Spring fallback bean implementation
Asked Answered
F

2

12

I'm currently trying to configure Spring Boot (using Java Annotations and ComponentScan) for the following scenario:

Scenario

  • There's an interface MyService.
  • I want to provide a default implementation for MyService, let's call it MyDefaultService.
  • If the component scan detects no other implementation for MyService, Spring should instantiate MyDefaultService as a "fallback".
  • If there is a different implementation of MyService present, let's say MyCustomService, then that bean should always take precedence over MyDefaultService when autowiring a dependency to MyService. In that regard, MyDefaultService should be recessive (as opposed to @Primary).
  • Ideally, there should not need to be an additional annotation on MyCustomService to have it "override" MyDefaultService.
  • Ideally, no explicitly implemented factories or factory methods should be required.

Question

The question is: how do I need to annotate the MyDefaultService class in order to achieve this?

What I tried so far to solve the problem

  • Annotating MyDefaultService with @ConditionalOnMissingBean(MyService.class). Didn't work because MyDefaultService is never used, even if there is no other implementation of MyService.
  • There is an annotation called @Primarythat solves the problem. However, it needs to reside on MyCustomService, a class that I try to keep free of additional annotations. Essentially, I need the inverse annotation of @Primary on MyDefaultService. However, I couldn't find such an annotation.

Concrete use case

I am developing a service layer in one project, and a different project will implement a web UI layer on top of it. The UI project has a dependency to the service layer project. However, for certain functionalities implemented at the service layer, I need to know which user is currently logged in at the web context. So I have to define a service interface for that in the service layer project, such that it can be implemented by the UI project. However, for testing purposes in the service-layer project, I need a default implementation of that interface. Also, in case that the UI project team forgets to implement this interface, the app should not crash, but instead instantiate the fallback bean and issue a warning.

Thanks & kind regards,

Alan

Fealty answered 1/1, 2015 at 23:40 Comment(0)
W
3

Traditionally in Spring you could use @Primary annotation to mark a bean, so that it would take precedence over regular beans not annotated with @Primary in case of multiple autowiring candidates are found.

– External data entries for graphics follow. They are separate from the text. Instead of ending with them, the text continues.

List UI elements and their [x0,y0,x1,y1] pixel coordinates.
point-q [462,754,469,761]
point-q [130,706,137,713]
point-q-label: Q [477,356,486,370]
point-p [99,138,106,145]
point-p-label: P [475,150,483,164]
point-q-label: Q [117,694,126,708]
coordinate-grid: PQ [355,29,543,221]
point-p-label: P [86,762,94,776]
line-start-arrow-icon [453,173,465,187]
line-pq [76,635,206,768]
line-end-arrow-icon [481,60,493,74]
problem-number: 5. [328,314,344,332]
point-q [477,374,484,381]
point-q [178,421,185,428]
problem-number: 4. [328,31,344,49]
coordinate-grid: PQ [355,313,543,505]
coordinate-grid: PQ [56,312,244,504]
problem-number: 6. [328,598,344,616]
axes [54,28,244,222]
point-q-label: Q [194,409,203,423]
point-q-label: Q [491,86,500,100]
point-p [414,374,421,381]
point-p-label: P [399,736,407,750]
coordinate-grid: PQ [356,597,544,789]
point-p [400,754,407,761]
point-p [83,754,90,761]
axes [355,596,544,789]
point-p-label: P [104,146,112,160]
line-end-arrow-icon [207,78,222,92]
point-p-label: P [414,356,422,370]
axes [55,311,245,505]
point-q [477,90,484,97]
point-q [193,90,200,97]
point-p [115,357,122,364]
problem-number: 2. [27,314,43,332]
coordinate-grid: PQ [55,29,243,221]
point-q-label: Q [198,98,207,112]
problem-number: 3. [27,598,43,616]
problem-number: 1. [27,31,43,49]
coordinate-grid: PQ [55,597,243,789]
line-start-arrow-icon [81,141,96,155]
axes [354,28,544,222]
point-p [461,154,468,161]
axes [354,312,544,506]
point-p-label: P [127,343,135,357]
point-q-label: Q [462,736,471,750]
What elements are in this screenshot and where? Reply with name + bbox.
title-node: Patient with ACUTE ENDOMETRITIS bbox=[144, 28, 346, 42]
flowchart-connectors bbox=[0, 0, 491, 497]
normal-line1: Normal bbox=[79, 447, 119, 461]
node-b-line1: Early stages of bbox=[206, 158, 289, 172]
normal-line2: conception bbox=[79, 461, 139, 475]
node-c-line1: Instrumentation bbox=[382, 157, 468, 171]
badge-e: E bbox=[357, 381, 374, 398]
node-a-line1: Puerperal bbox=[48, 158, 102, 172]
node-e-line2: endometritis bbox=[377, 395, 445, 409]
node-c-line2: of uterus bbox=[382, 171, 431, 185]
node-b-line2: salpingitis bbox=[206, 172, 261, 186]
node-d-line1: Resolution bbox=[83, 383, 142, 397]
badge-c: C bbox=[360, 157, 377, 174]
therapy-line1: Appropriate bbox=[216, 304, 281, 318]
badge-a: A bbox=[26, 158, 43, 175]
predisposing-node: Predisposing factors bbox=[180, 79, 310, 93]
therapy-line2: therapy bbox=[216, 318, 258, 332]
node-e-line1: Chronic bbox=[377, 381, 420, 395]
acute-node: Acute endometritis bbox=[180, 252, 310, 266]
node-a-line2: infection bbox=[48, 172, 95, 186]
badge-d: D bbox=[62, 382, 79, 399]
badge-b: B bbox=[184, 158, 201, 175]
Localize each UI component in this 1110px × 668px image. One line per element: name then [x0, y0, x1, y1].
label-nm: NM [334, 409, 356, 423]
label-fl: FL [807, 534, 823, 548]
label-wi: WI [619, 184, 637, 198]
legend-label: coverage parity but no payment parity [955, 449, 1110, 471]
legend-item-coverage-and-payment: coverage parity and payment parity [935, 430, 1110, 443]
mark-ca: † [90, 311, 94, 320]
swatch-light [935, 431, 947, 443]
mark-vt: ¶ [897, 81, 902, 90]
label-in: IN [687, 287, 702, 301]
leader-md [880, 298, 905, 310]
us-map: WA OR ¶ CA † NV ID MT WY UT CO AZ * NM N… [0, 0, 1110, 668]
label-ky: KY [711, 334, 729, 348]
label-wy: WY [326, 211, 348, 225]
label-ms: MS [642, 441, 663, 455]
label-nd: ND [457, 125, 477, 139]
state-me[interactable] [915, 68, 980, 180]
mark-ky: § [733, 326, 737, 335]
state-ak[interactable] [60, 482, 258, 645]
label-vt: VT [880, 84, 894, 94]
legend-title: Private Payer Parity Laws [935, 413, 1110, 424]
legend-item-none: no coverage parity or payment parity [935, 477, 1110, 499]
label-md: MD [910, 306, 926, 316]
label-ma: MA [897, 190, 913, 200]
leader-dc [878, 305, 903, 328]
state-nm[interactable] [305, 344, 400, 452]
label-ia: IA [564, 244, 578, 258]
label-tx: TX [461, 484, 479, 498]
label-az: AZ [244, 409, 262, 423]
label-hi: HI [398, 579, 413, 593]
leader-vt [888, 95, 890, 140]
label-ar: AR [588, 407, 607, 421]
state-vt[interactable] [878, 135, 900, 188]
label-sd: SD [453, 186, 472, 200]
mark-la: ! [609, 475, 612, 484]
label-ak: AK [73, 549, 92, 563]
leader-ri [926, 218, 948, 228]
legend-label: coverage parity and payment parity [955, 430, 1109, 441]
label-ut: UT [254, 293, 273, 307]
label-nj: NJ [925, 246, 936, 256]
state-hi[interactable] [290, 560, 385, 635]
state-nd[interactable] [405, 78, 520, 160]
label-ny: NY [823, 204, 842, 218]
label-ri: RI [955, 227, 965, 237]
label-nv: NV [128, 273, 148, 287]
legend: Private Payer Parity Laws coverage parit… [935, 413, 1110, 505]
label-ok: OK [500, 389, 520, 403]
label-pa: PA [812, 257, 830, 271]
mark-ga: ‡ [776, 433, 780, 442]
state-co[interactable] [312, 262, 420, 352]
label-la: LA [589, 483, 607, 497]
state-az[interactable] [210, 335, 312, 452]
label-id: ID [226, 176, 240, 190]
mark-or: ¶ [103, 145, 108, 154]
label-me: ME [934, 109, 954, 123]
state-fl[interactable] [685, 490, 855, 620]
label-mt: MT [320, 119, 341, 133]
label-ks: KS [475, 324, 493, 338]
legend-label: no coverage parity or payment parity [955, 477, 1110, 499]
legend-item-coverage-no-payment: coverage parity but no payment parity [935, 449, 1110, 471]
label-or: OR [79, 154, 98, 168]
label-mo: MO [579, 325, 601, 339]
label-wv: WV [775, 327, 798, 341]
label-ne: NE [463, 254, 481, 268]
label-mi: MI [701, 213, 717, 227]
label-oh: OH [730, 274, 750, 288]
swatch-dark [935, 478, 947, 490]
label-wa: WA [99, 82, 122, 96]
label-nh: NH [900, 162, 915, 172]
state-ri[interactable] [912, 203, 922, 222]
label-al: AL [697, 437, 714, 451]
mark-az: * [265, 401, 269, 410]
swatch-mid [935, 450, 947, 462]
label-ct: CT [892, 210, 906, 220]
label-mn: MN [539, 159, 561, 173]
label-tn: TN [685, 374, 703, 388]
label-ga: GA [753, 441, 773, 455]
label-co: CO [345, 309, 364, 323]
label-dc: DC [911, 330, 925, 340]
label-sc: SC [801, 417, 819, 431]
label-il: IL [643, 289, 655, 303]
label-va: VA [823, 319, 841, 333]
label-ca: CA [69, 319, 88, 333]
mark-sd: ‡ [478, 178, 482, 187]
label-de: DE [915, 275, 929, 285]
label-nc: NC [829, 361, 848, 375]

However, in Spring 6.2 a new annotation was introduced - @Fallback.

It is essentially the opposite of @Primary. Such bean would be used only in case there are no beans with @Primary annotation AND no regular beans.

Walkout answered 19/6 at 19:10 Comment(0)
L
9

I suggest writing an implementation of FactoryBean to do this. Your FactoryBean would scan the bean factory looking for beans that implement MyService, and if it finds one it returns that bean from getObject. If it doesn't, then it can instantiate MyDefaultService directly and return that. Your factory bean then gets annotated with @Primary.

So pieces like this (pseudo-code):

public class MyServiceFactory implements FactoryBean<MyService> {
    ListableBeanFactory beanFactory;

    public MyService getObject() {
        Map beans = beanFactory.getBeansOfType(MyService.class)
        if (beans.isEmpty())
            return new MyDefaultService(); // plus args, obviously
        else
            return get_some_bean_from_the_map
    }
}

and then

@Primary
@Bean
public MyServiceFactory MyServiceFactory() {
    return new MyServiceFactory();
}

Spring will automatically handle the factory bean (i.e. it will make the MyService object available as a bean for injection like normal.

This solution doesn't require any special magic, and it's fairly obvious how it works. You can also handle errant cases such as multiple MyService beans being declared.

Langdon answered 2/1, 2015 at 0:29 Comment(1)
ListableBeanFactory beanFactory in MyServiceFactory is null. How to work it out?Batchelor
W
3

Traditionally in Spring you could use @Primary annotation to mark a bean, so that it would take precedence over regular beans not annotated with @Primary in case of multiple autowiring candidates are found.

However, in Spring 6.2 a new annotation was introduced - @Fallback.

It is essentially the opposite of @Primary. Such bean would be used only in case there are no beans with @Primary annotation AND no regular beans.